(01-17-2015 10:33 PM)ken d Wrote: In a way, I can understand this. I believe BC has more scholarship athletes than any school in the ACC, and one the most in the NCAA. This is going to cost them a pile of money.
Here's a question I haven't heard addressed. If schools are going to pay cash for costs above room, board, etc., are they going to pay the same amount to athletes on partial scholarship as the ones getting a full ride? The same question would apply to the amounts schools are about to pay for the use of an athlete's image. How can you prorate that? If you have one baseball player on full scholarship and another on a partial scholarship, and they both play in the same game on TV, how do you justify paying one of them more than the other? How about the scholarship football player who sits on the bench the entire season? Or the walk-on who actually plays? Or the field hockey player or volleyball player whose team is never on TV?
This is going to get complicated.
I'm going to ignore the part of your post that is essentially asking "how do you decide which athletes should have a scholarship and how much should they get?"
In regards to the question of "will this apply to partial scholarships?", I'm going to speculate (pull a guess out of my you know what).
Think of it like this: at the end of the day, every student athlete has an bill due to the school that must be paid every semester, quarter, whatever. That bill covers: 1) tuition and fees that every student must pay, 2) meal plan, if they choose to have one*, 3) room, if they choose to live in university owned/operated housing, 4) misc. costs that can be charged to a student account (this is most likely things like parking/bus pass and book store charges, which aren't necessarily limited to books**)
* - in regards to food, the NCAA recently made it so that schools can spend an unlimited amount of money on as much food as they want to provide for players. At very large programs, it may be that there is a private dining hall just for athletes which will provide every ounce of food. Or perhaps all food for athlete will be special catered. At smaller schools, this may mean that the school will pay for every athlete to have an unlimited pass to the school's dining hall(s). Or maybe a combination.
But the point is that it makes me wonder if food is going to be treated separately from scholarships. In other words, if they're just going to say that a school is responsible for providing every athlete on every roster with the amount of food and in the way that each school deems best and so feed will no longer count as part of a scholarship anymore.
** - take note that most school book stores pretty much allow you to charge anything in the store to a student account, rather than paying in cash or credit on the spot. So while books are universally understood to be "required" (though that's even debatable these days), are things like an iPod or a school hoodie required expenses?
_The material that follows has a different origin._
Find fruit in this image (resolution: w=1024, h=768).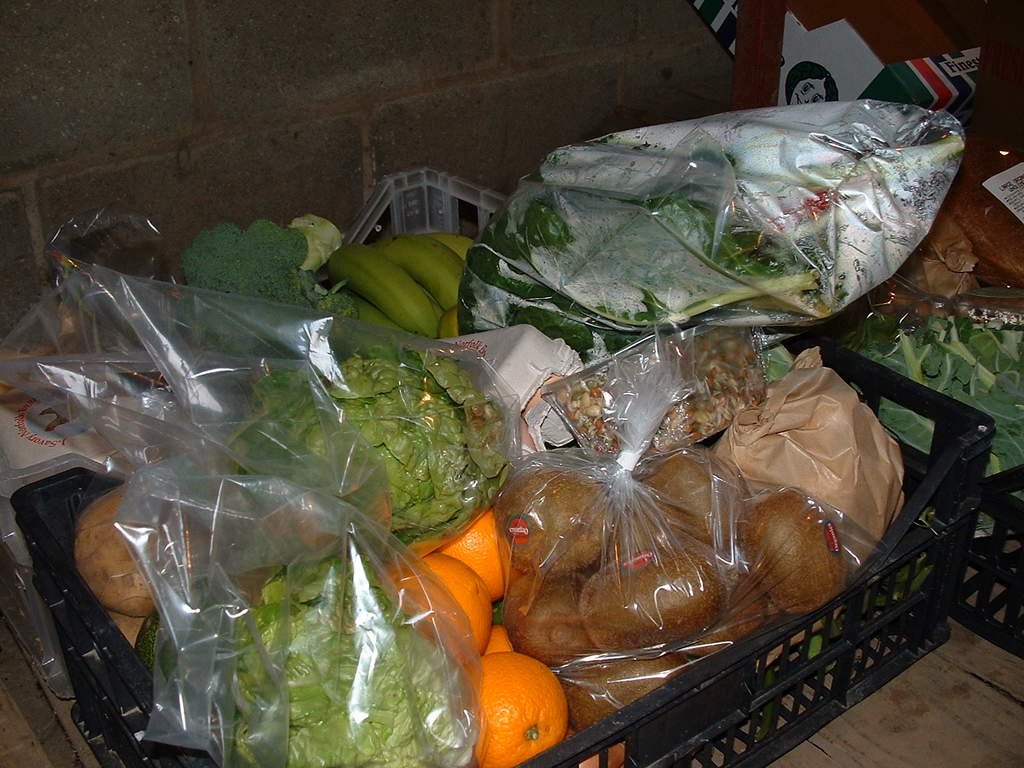
pyautogui.locateOnScreen(433, 507, 501, 602).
So that said, the student (or his parents/guardians) have to pay that bill, one way or another.
Let's say that bill is $10k for a particular semester.
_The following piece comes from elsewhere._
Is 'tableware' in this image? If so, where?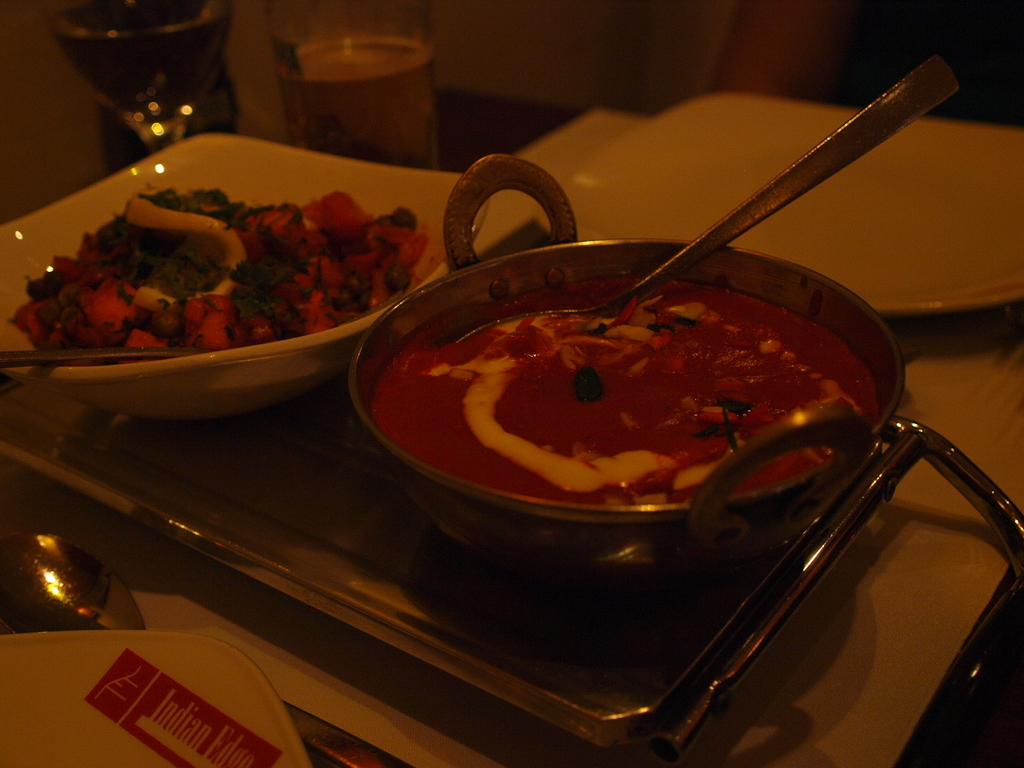
Yes, at [left=0, top=122, right=491, bottom=434].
The previous understanding is that an athlete on "full scholarship" would get $10k while an athlete on "half scholarship" would get $5k, which pays for all or half of the semester bill, respectively.
Now however, the athlete on "full scholarship" would get $10k PLUS let's say $2.5k on top of that for "COL expenses". But the athlete on "half scholarship" would still only get $5k. Because that pays for half of the bill he owes to the school.
Why would that be true? Because, think about it. What's the actual difference between an athlete with a "half scholarship" ($5k) who receives no COL expenses and an athlete with a "quarter scholarship" ($2.5k) who then receives $2.5k COL expenses on top of his scholarship? They both owed $10k and they both received $5k in money as basically an athletic grant.
So the COL expenses money on top of a scholarship is really only relevant to an athlete whose scholarship is already taking care of his entire semester bill.
You could say that if the athlete on half had then received the COL expenses it would be as if he was really on a 3/4th scholarship. That's true, but my point is - why call that extra $2.5k "for COL expenses"? Why not just put him on actual 3/4th scholarship?
If that ends up being correct at the end of the day, then the school will in fact not be on the hook to provide the COL on top of every scholarship for every athlete on every roster.
They just have to be careful to balance the dollars between men and women!